“In 1896 Napoleon Russell settled in 60-24 in a log cabin on the tote-road running through that township. Nearby on the shore of a lake lived John Bacon, alone, and farther down the lake was the cabin of Peter McKenna, known as ‘One-eyed-Pete’. Pete because he had lost one eye. One-eyed Pete had a bad record. He had the reputation of stealing from his neighbors. It was said that he would shoot the locks off settler’s cabins and he would go in and help himself. Bacon, having missed flour and other household necessities, naturally suspected McKenna, and the two were not friends.

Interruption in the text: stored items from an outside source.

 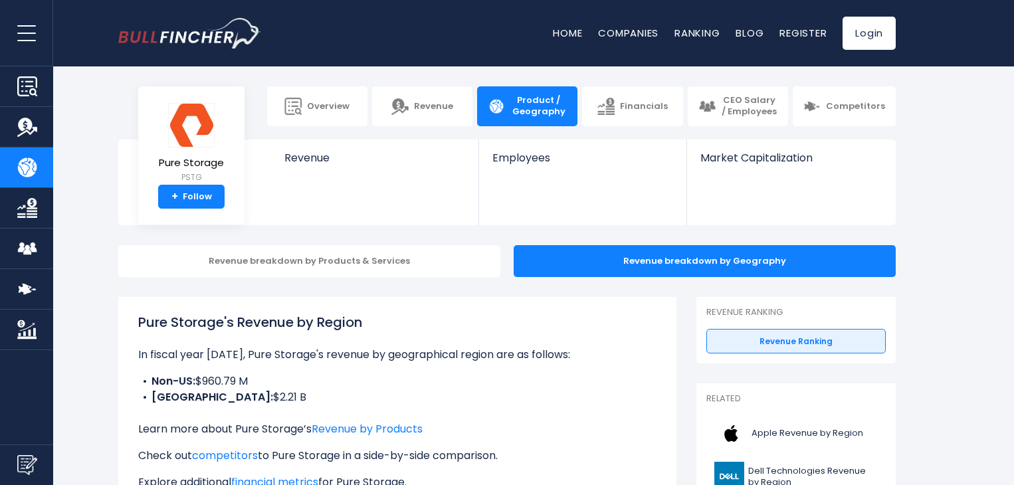 What do you see at coordinates (527, 106) in the screenshot?
I see `a: Product / Geography` at bounding box center [527, 106].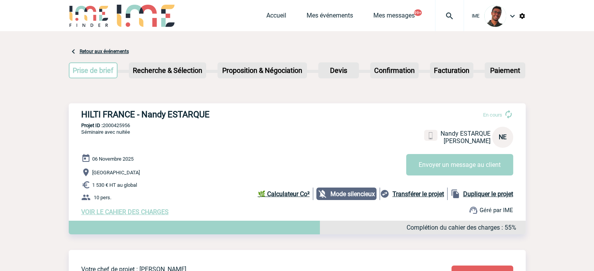 This screenshot has height=271, width=594. What do you see at coordinates (460, 165) in the screenshot?
I see `button: Envoyer un message au client` at bounding box center [460, 165].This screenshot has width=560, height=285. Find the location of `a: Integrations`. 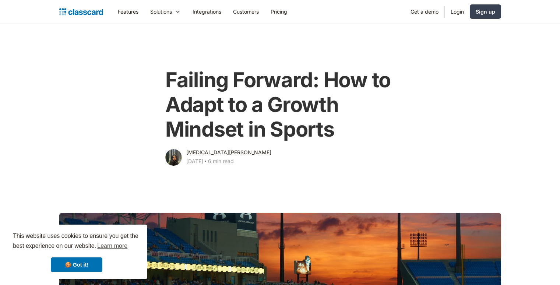

a: Integrations is located at coordinates (207, 11).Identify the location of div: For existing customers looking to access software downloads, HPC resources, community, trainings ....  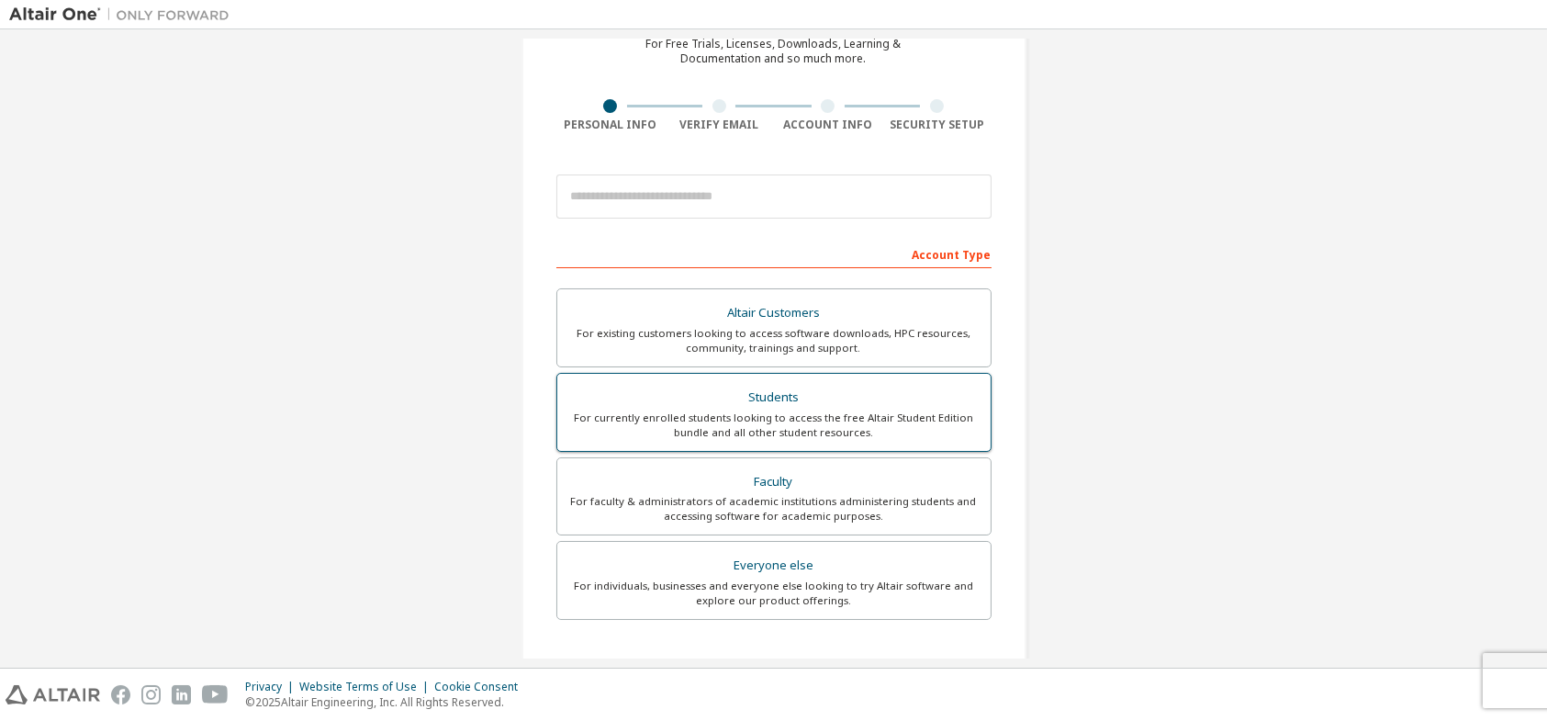
(774, 341).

One Sunday morning, the Russell family wishing to go to Grand Rapids, Russell asked Bacon to look after his property until their return, a matter of several days. A couple of days later, neighbors passing Russell place found that the house had been burned to the ground. Arriving in Grand Rapids, they notified the owners, who hurried out to the homestead and confirmed the bad news.

In the debris and ashes some bones were found and were taken by the coroner to Grand Rapids, together with a match safe and a knife, both known to have been the property of Bacon. Under the bones had been found an unburned piece of cloth which was identified as goods from Bacon’s mackinaw coat. Still further confirming the identity of the victim, the key of the Russell chicken coop was found with the remains. One-eyed Pete was at once arrested and charged with the murder of John Bacon.

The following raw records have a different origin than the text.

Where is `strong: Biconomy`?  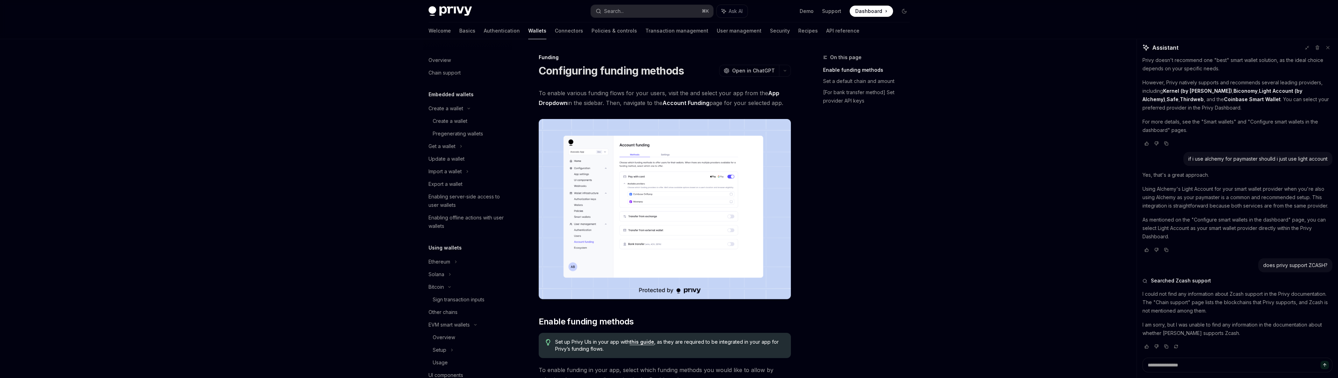
strong: Biconomy is located at coordinates (1245, 91).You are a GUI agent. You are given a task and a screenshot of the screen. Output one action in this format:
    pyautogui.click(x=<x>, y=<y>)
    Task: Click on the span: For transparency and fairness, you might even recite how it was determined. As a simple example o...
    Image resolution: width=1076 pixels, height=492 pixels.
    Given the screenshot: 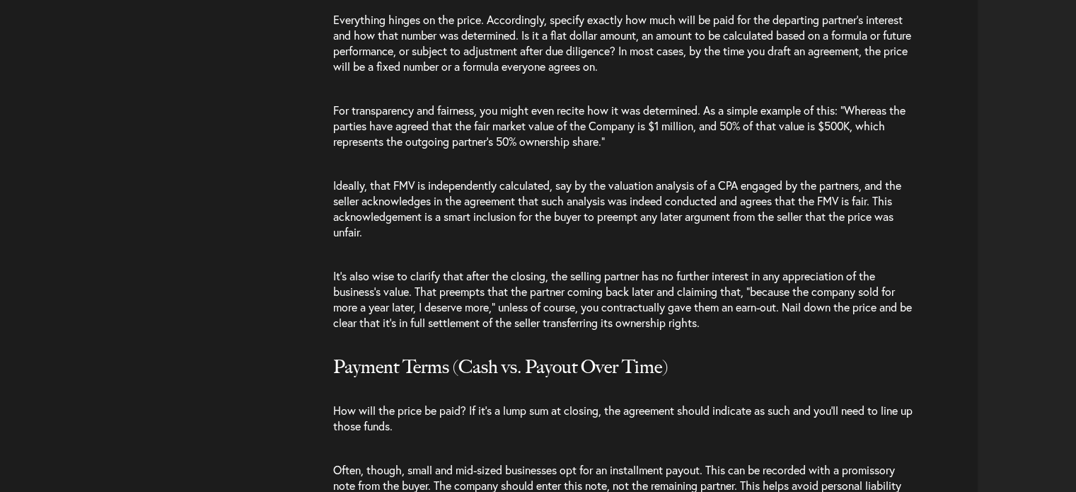 What is the action you would take?
    pyautogui.click(x=619, y=125)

To prove that a person is guilty, the state must first of all prove that a murder has been committed, and therein lay the downfall of the prosecution. The jury found that the evidence of Bacon’s death was not sufficient to convict, and One-eyed Pete was freed.

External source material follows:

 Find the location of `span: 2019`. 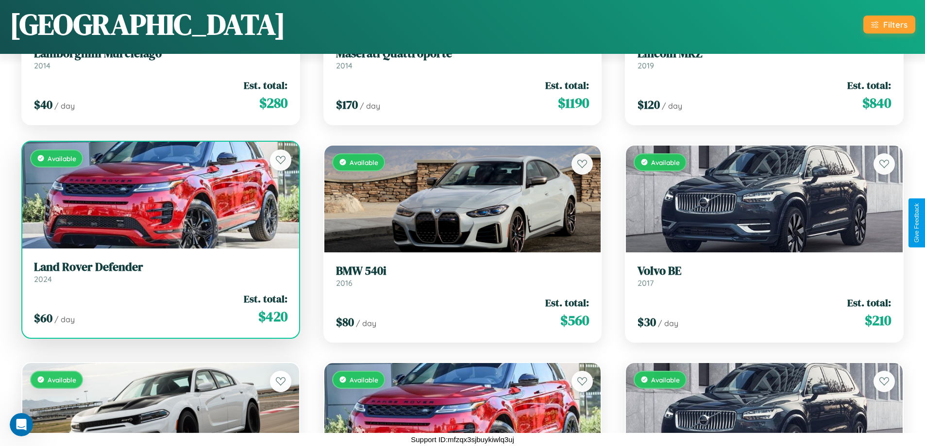

span: 2019 is located at coordinates (646, 66).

Shortly after the verdict was returned, McKenna was talkative drunk, and knowing that a person cannot be tried twice for the same offense, he talked frankly and openly. He said he had passed the Russell homestead on Monday morning and seen Bacon there splitting wood. They got into an argument and he claimed that Bacon attacked him, whereupon he shot Bacon in self defense. Then, he said, he dragged the body into the Russell house, piled wood around it, soaked the premises with kerosene oil, and set the building afire.

His garrulity brough quick action on the part of the officials. He was immediately arrested on a charge of burning a building with a human being in it, convicted, and sentenced to the penitentiary for a term of seven years.

The Great Northern Railroad had alid some script of Mckenna’s claim in 60-24, which was covered with valuable pine and was suspected of being underlaid with iron ore, and while he was in jail the title of the claim was settled. McKenna sold the timber for $1,950, one half of which immediately went to pay the expenses of his defense and settle the title to his property. The balance McKenna received on his release from prison, and, not knowing what to do with it just then, he instructed it to a friend of his by the name of Steve Hicks. Hicks absconded with the money, and shortly afterward was himself in trouble, charged with the murder of Sam Christie.”